Disable ATIME for Increased Performance
In Linux, atime
is part of the mac times file system meta data. If you have a web-server or database server and are looking for extra performance, disabling the atime flag on your partition on a busy webserver can have some performance improvements.
What is ATIME?
In Linux, atime
is an option on a partition that keeps track of when the file was last accessed. Don’t get this confused with last modified. This simply means when the file was last read. On a busy web-server and database server, this can happen 100s of times per second. This creates extra disk i/o overhead that is not necessary for most web servers.
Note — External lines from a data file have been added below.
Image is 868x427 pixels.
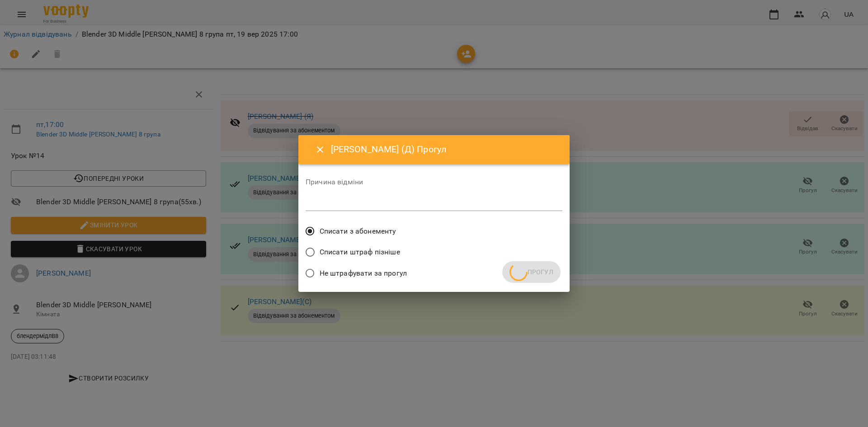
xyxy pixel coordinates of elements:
h6: [PERSON_NAME] (Д) Прогул [331,142,559,156]
button: Close [309,139,331,160]
label: Причина відміни [305,178,563,186]
span: Не штрафувати за прогул [319,268,407,279]
span: Списати з абонементу [319,226,396,237]
span: Списати штраф пізніше [319,247,400,257]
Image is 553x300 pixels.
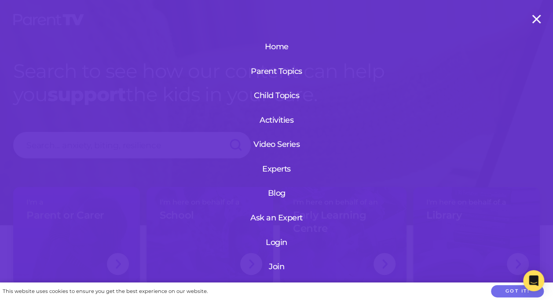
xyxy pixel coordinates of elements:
[246,158,307,180] a: Experts
[224,231,329,254] a: Login
[246,206,307,229] a: Ask an Expert
[3,287,208,296] div: This website uses cookies to ensure you get the best experience on our website.
[523,270,544,291] div: Open Intercom Messenger
[246,35,307,58] a: Home
[246,182,307,205] a: Blog
[246,84,307,107] a: Child Topics
[246,60,307,83] a: Parent Topics
[246,133,307,156] a: Video Series
[224,255,329,278] a: Join
[246,109,307,132] a: Activities
[491,285,544,298] button: Got it!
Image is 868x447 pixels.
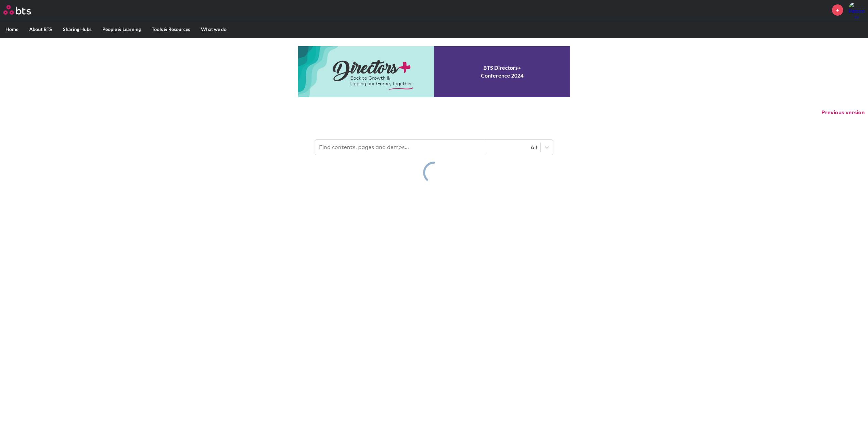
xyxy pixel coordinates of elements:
a: + [832,4,843,15]
div: All [489,143,537,151]
a: Go home [4,5,44,14]
img: BTS Logo [4,5,31,14]
button: Previous version [821,109,864,116]
label: About BTS [24,21,57,38]
a: Profile [848,2,864,18]
a: Conference 2024 [298,46,570,97]
label: People & Learning [97,21,146,38]
input: Find contents, pages and demos... [315,139,485,155]
img: Petronella Loffler [848,2,864,18]
label: Sharing Hubs [57,21,97,38]
label: Tools & Resources [146,21,196,38]
label: What we do [196,21,232,38]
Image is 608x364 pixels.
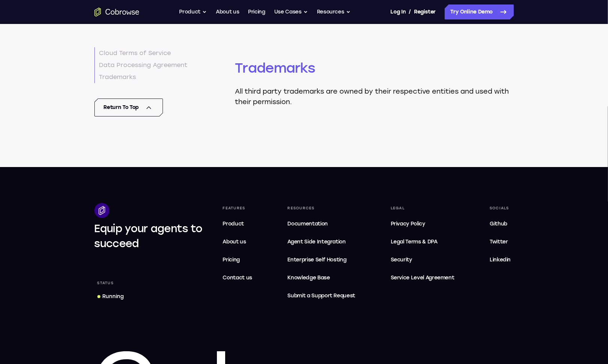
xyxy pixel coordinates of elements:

Let’s get to it! Disable ATIME
This tutorial is for your root partition. If you have a /home partition, you might want to also perform the steps for it as well.
First, login to your Linux server as the root account. You’ll want to make a copy of your Grub configuration file:
root# cp /etc/fstab /etc/fstab.bak
Next, you’ll want to edit the fstab file with your favorite editor. I prefer nano:
root# nano /etc/fstab
Look for your root partition, and you’ll see it will have something that typically says “defaults” and maybe some other options like usrquota. Add a comma + noatime right after the defaults options like this;
/dev/mapper/centos-root / xfs defaults,usrquota,grpquota,noatime 0 0
Be sure to keep the two zeros at the end!
Save the file (Control-O, Control-X).
Now you can simply reboot and it’s fixed. If you don’t have the luxury of rebooting, you can instantly remount your root partition with the following command.
mount -o remount /
That’s it. You can easily check to see if it’s active with the “mount” command.
mount | grep noatime
/dev/mapper/centos-root on / type xfs (rw,noatime,attr2,inode64,usrquota,grpquota)
Good luck!
If you are a Falcon Internet customer, create a support ticket and we’ll do this for you.